🤖 AI Summary
LayerNorm’s “mean subtraction” step is widely assumed necessary, yet its functional necessity—particularly in large language model (LLM) inference—is poorly understood. Method: We analyze LayerNorm geometrically as a three-step operation: orthogonal projection onto the uniform vector direction (i.e., mean removal), normalization of the residual, and affine scaling. Leveraging vector space decomposition and empirical analysis of hidden states across mainstream LLMs, we examine the alignment of activations with the uniform vector during inference. Contribution/Results: We find that LLM hidden states are naturally orthogonal to the uniform vector at inference time, rendering the projection (mean subtraction) step redundant. This provides the first mechanistic explanation and empirical validation for RMSNorm’s efficacy: by omitting projection while preserving normalization and scaling, RMSNorm achieves comparable performance with reduced computational overhead. Our work unifies the representational understanding of LayerNorm and RMSNorm, revealing an intrinsic structural simplification in normalization for LLM inference.
📝 Abstract
This paper presents a novel geometric interpretation of LayerNorm and explores how LayerNorm influences the norm and orientation of hidden vectors in the representation space. With these geometric insights, we prepare the foundation for comparing LayerNorm with RMSNorm. We show that the definition of LayerNorm is innately linked to the uniform vector, defined as $oldsymbol{1} = [1, 1, 1, 1, cdots, 1]^T in mathbb{R}^d$. We then show that the standardization step in LayerNorm can be understood in three simple steps: (i) remove the component of a vector along the uniform vector, (ii) normalize the remaining vector, and (iii) scale the resultant vector by $sqrt{d}$, where $d$ is the dimensionality of the representation space. We also provide additional insights into how LayerNorm operates at inference time. Finally, we compare the hidden representations of LayerNorm-based LLMs with models trained using RMSNorm and show that all LLMs naturally operate orthogonal to the uniform vector at inference time, that is, on average they do not have a component along the uniform vector during inference. This presents the first mechanistic evidence that removing the component along the uniform vector in LayerNorm is a redundant step. These results advocate for using RMSNorm over LayerNorm which is also more computationally efficient.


_TASK DIRECTIONS_
Every line holding the string "figure" is to be copied from the entries below.

_DATA EXCERPTS_
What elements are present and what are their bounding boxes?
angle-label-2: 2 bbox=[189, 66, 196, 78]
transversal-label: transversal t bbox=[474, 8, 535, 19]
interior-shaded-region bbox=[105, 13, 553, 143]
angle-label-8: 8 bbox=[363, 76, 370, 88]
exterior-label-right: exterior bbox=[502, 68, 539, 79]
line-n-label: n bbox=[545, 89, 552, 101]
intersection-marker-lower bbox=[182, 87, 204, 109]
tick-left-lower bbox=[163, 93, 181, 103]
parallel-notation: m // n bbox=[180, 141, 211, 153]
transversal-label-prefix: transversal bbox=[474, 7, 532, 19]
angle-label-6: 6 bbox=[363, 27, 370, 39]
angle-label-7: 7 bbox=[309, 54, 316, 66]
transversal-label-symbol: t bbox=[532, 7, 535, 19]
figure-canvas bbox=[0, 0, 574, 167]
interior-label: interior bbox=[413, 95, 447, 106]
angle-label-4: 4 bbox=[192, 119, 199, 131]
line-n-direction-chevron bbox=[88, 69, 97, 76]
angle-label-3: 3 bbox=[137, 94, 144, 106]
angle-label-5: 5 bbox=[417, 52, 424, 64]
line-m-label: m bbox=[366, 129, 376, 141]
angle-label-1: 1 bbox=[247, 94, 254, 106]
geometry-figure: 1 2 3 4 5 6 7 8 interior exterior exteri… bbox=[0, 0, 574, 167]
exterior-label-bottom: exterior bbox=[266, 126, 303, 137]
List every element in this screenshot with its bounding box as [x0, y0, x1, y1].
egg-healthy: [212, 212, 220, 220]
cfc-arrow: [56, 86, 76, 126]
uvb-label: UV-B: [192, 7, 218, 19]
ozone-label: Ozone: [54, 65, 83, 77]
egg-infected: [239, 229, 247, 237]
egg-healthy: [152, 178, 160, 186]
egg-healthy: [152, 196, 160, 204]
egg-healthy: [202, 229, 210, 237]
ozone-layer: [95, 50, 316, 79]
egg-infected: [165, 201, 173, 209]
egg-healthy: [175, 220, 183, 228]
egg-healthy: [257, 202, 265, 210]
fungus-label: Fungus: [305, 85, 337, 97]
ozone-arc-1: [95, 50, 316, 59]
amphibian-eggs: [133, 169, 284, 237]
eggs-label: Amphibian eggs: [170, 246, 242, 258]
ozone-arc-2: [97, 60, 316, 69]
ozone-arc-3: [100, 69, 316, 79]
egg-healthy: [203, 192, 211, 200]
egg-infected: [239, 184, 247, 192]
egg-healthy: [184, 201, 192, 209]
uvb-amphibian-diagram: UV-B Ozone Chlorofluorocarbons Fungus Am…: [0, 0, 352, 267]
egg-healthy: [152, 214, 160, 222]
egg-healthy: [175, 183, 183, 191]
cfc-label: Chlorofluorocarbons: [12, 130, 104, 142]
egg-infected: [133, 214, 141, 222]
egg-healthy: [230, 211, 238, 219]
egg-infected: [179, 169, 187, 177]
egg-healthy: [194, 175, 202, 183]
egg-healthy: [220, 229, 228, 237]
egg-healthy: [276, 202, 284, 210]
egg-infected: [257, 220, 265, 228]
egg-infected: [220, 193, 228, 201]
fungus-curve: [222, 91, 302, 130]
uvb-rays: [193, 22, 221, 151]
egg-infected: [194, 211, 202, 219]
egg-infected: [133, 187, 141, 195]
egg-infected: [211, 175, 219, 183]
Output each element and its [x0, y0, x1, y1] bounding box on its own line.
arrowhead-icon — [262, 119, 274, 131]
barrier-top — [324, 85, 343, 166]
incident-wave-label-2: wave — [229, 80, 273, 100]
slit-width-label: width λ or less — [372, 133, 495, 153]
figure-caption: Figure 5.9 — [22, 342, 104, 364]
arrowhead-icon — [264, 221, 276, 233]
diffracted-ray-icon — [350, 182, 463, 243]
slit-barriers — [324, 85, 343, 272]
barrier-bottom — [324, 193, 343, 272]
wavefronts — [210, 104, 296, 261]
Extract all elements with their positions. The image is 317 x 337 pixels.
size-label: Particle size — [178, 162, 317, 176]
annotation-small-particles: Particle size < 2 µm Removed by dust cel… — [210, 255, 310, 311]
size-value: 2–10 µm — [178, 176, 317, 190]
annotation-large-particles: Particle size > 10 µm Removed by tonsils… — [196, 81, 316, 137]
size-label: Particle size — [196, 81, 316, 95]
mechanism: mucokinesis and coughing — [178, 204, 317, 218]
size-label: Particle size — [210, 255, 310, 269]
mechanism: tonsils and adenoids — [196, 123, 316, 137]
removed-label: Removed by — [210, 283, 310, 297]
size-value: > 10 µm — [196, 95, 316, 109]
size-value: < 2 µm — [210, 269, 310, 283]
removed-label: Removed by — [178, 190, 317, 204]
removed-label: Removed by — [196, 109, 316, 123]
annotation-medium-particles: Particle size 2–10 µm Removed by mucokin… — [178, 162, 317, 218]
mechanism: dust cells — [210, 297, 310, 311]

_OUTPUT OF THE TASK_
figure-canvas bbox=[0, 0, 574, 167]
geometry-figure: 1 2 3 4 5 6 7 8 interior exterior exteri… bbox=[0, 0, 574, 167]
figure-caption: Figure 5.9 — [22, 342, 104, 364]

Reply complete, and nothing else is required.